Wednesday, September 17, 2008

Filmy litter

Do you remember the movie Dil Chahta Hai and that scene where Akshay Khanna meets Dimple Kapadia? There she is trying to heave her luggage into her new flat when the handle snaps on one of her suitcases. Akshay steps in to help the damsel in distress. But what does said damsel do with the broken suitcase handle? Well, she tosses it aside, of course.
Cut to the Kannada movie, Pallaki. Here we had handsome hero Prem crazily in love with heroine Rumanitu Choudhary. You remember the movie’s great hit song, Kannalli neeneyne, of course. A sequence in the song shows Rumanitu walking down the road with a friend when the heel on one of her sandals suddenly snaps. So the disgusted heroine takes off her broken sandal, tosses it aside, and walks on.
I loved how little things were shown in such a realistic fashion in Dil Chahta Hai – how, for example, when they finally get her luggage in, Dimple collapses onto the divan, and then realizes she has landed on her bag and pulls it out from under her. Or how Aamir Khan gives his mike to a technician before he goes out to dance and sing Koi kahey, kahta rahey. Sadly, the scene with the suitcase handle also mirrors reality: most people would have done as Dimple (and Rumanitu) did. She threw her trash aside amongst some plants near a wall. Not in a dustbin. The saddest part is that the heroes in both the movies did not find their lady loves’ littering ways odd or inappropriate. Nor for that matter, did anyone in the audience. Is it any wonder our cities are full of trash? Raise your hands all of you who keep your bus tickets, chocolate wrappers or juice boxes with you till you can find a place to dispose of them. Raise you hands all those who talk to others to stop them littering.
What if the directors had done things just a little differently? Dimple’s character could very easily have been shown throwing the broken handle into a dustbin, just as Rumanitu’s character in Pallaki could very easily have carried her broken shoes home to throw them in a dustbin there, rather than toss them into some bushes along the footpath. Would these minor changes have influenced anyone’s behaviour? Perhaps not with just one scene in one movie. But if all our movies showed our heroes and heroines treating trash responsibly, a standard of acceptable and desirable behaviour could perhaps get set: it’s un-cool to litter.
We can rant all we want about how the administration/ municipality/ politicians/the neighbours/poor people/ auto drivers/tourists/ somebody (other than us, that it) is to blame for the piles of trash that we find everywhere in Bangalore. But the truth is, it is us. We are the ones who dirty our cities.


ASSIGNMENT: Line count for "label": state how many lines of the data below include it, and output nothing more.

DATA EXTRACTS:

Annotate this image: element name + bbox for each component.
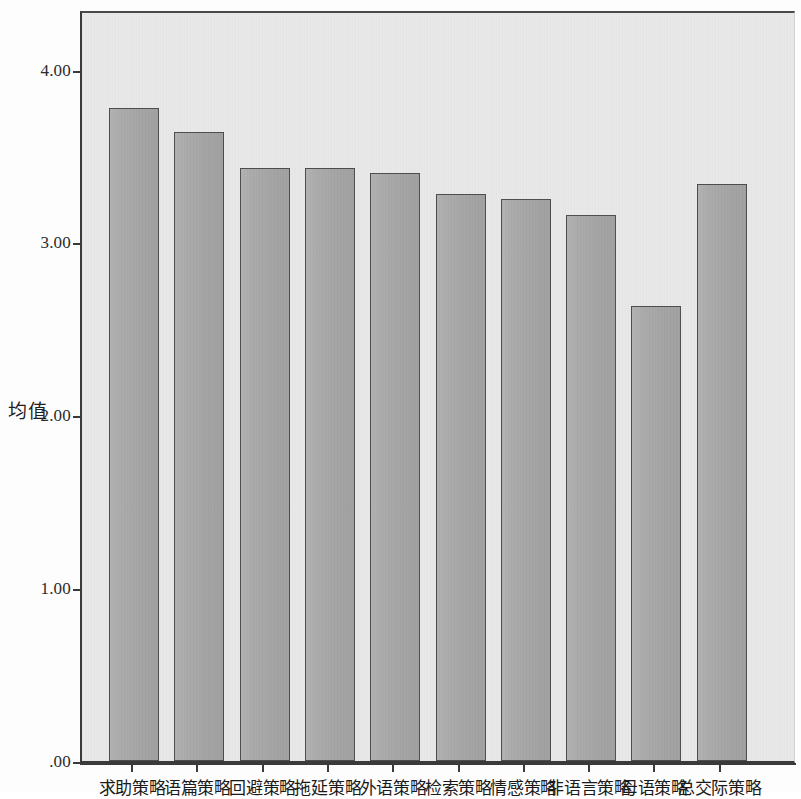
x-tick-label: 检索策略: [425, 774, 492, 799]
bar: [501, 199, 551, 761]
x-tick-label: 求助策略: [99, 774, 166, 799]
x-tick-mark: [262, 763, 264, 772]
y-tick-mark: [73, 589, 80, 591]
bar: [436, 194, 486, 761]
x-tick-mark: [523, 763, 525, 772]
y-tick-mark: [73, 416, 80, 418]
y-tick-label: 1.00: [40, 579, 71, 599]
y-tick-label: 3.00: [40, 233, 71, 253]
x-tick-label: 拖延策略: [294, 774, 361, 799]
bar: [240, 168, 290, 761]
bar: [305, 168, 355, 761]
x-tick-mark: [719, 763, 721, 772]
y-tick-mark: [73, 71, 80, 73]
bar: [370, 173, 420, 761]
x-tick-label: 语篇策略: [164, 774, 231, 799]
x-tick-mark: [131, 763, 133, 772]
bar: [697, 184, 747, 761]
x-tick-mark: [327, 763, 329, 772]
y-tick-mark: [73, 243, 80, 245]
bar: [174, 132, 224, 761]
bar: [631, 306, 681, 761]
bar: [566, 215, 616, 761]
x-tick-mark: [458, 763, 460, 772]
y-tick-label: 4.00: [40, 61, 71, 81]
bars-layer: [82, 13, 794, 761]
plot-area: [80, 11, 795, 763]
x-tick-mark: [196, 763, 198, 772]
x-tick-mark: [392, 763, 394, 772]
x-axis-baseline: [80, 763, 796, 765]
x-axis: 求助策略语篇策略回避策略拖延策略外语策略检索策略情感策略非语言策略母语策略总交际…: [0, 763, 801, 792]
y-axis-title: 均值: [8, 396, 48, 423]
x-tick-label: 非语言策略: [547, 774, 631, 799]
bar: [109, 108, 159, 761]
x-tick-label: 回避策略: [229, 774, 296, 799]
x-tick-label: 外语策略: [360, 774, 427, 799]
x-tick-mark: [653, 763, 655, 772]
x-tick-label: 总交际策略: [678, 774, 762, 799]
x-tick-mark: [588, 763, 590, 772]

TASK ANSWER: 11